Rights report says Ukraine continues to make progress


by Yaro Bihun
Special to The Ukrainian Weekly

WASHINGTON - "Ukraine continued the process of building a law-based civil society" in 1997, according to the U.S. State Department's annual human rights report released here January 30.

The report, which covers countries that receive U.S. foreign assistance and all countries that are members of the United Nations, noted that instances of human rights violations in Ukraine "remained at the same low level as in 1996."

The 1997 report on Ukraine is very similar in its observations to the 1996 report, which praised and cited many of the same human rights achievements and shortcomings. It also noted, again, that in many cases the shortcomings result from holdover practices and personalities from the Soviet era, the absence of constitutionally mandated enabling legislation and enforcement, as well as the worsening economic situation in Ukraine.

The report cites continuing problems with trial delays and beatings in the unreformed legal and prison systems, and in the army.

Noting progress in ensuring the independence of the judiciary under Ukraine's new Constitution, the report adds that "political interference continues to affect the judicial process."

While no longer criticizing Ukraine for working under a Soviet-style constitution, as it did in previous reports, the State Department report points out that "the efficacy of the 1996 Constitution and the safeguards that it provides for human rights depends on enabling legislation, most of which has not yet been passed."

The report also cites other shortcomings:

· While Jews, the second largest religious minority in Ukraine, "have expanded opportunities to pursue their religious and cultural activities," the report says, anti-Semitism continues "on an individual basis, but is virtually non-existent at the official level."

The State Department report notes that there are freely operating Jewish cultural centers and educational institutions, including several colleges, but at the same time, there are some "ultranationalist Ukrainian groups" that continue to circulate anti-Semitic tracts, and a few local newspapers that publish anti-Semitic diatribes, singling out as in the previous year's report, the Lviv newspaper Za Vilnu Ukrayinu and the Kiev-based Vechirniy Kyiv.

· With some important exceptions, there are "only isolated cases of ethnic discrimination" in Ukraine.

The report notes that some pro-Russian organizations complain about the increased use of Ukrainian in schools and in the media, and that "with the exception of two regions, there is no evidence of serious ethnic tension."

In some parts of western Ukraine, small Russian, Jewish and other minority groups "credibly accuse some local Ukrainian ultranationalists of fostering ethnic hatred and printing anti-Semitic tracts," while in Crimea, Ukrainian and Crimean Tatar minorities "credibly complain of discrimination by the Russian majority and demand that Ukrainian and Tatar languages be given equal treatment to Russian."

· Violence persists against women and children, as well as discrimination against women. The number of reported rapes and attempted rapes has increased by 80 percent over recent years. A 1995 poll of 600 women conducted by a women's organization in Kharkiv indicated that 10 to 15 percent had been raped and over 25 percent subjected to physical abuse over the course of their lifetime.

The report notes that women hold 19 of the 450 seats in the Verkhovna Rada, two hold ministerial posts, and two are on the 18-member Constitutional Court.

Ukraine is not singled out for its shortcomings in the introduction to the report, as are some of the 194 countries covered in this year's report: China is listed among the nine countries seen as "repressive"; Afghanistan among the seven listed as "in conflict"; and a few East European and a number of former Soviet states listed among countries "in transition" are cited for eliciting "some concern."

Russia, among them, is cited for taking "a step backward with the passage of a law restricting freedom of religion" and for "not adequately address(ing) pervasive sexual and domestic violence against women."

The human rights report also singles out the worsening situation in Belarus, where President Alyaksandr Lukashenka harassed independent political parties, the media, trade unions, human rights groups, and non-governmental organizations, and forced the Soros Foundation out of the country.

The State Department's annual human rights reports are compiled as required by the Foreign Assistance Act of 1961 and the Trade Act of 1974.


THE PROBLEM =
Tally how many lines in the data below include "square", then please reply with only that figure.

DATA =
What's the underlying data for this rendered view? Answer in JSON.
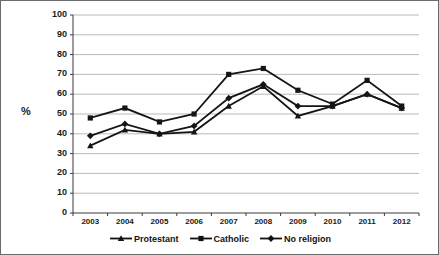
{
  "chart_data": {
    "type": "line",
    "title": "",
    "subtitle": "",
    "xlabel": "",
    "ylabel": "%",
    "categories": [
      "2003",
      "2004",
      "2005",
      "2006",
      "2007",
      "2008",
      "2009",
      "2010",
      "2011",
      "2012"
    ],
    "x": [
      2003,
      2004,
      2005,
      2006,
      2007,
      2008,
      2009,
      2010,
      2011,
      2012
    ],
    "ylim": [
      0,
      100
    ],
    "ytick_step": 10,
    "yticks": [
      0,
      10,
      20,
      30,
      40,
      50,
      60,
      70,
      80,
      90,
      100
    ],
    "ytick_labels": [
      "0",
      "10",
      "20",
      "30",
      "40",
      "50",
      "60",
      "70",
      "80",
      "90",
      "100"
    ],
    "grid": "horizontal",
    "legend_position": "bottom",
    "series": [
      {
        "name": "Protestant",
        "marker": "triangle",
        "color": "#151515",
        "values": [
          34,
          42,
          40,
          41,
          54,
          64,
          49,
          54,
          60,
          53
        ]
      },
      {
        "name": "Catholic",
        "marker": "square",
        "color": "#151515",
        "values": [
          48,
          53,
          46,
          50,
          70,
          73,
          62,
          55,
          67,
          54
        ]
      },
      {
        "name": "No religion",
        "marker": "diamond",
        "color": "#151515",
        "values": [
          39,
          45,
          40,
          44,
          58,
          65,
          54,
          54,
          60,
          53
        ]
      }
    ]
  },
  "axis": {
    "y_title": "%"
  },
  "legend": {
    "items": [
      {
        "label": "Protestant",
        "marker": "triangle-marker-icon"
      },
      {
        "label": "Catholic",
        "marker": "square-marker-icon"
      },
      {
        "label": "No religion",
        "marker": "diamond-marker-icon"
      }
    ]
  }
}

TASK RESULT =
2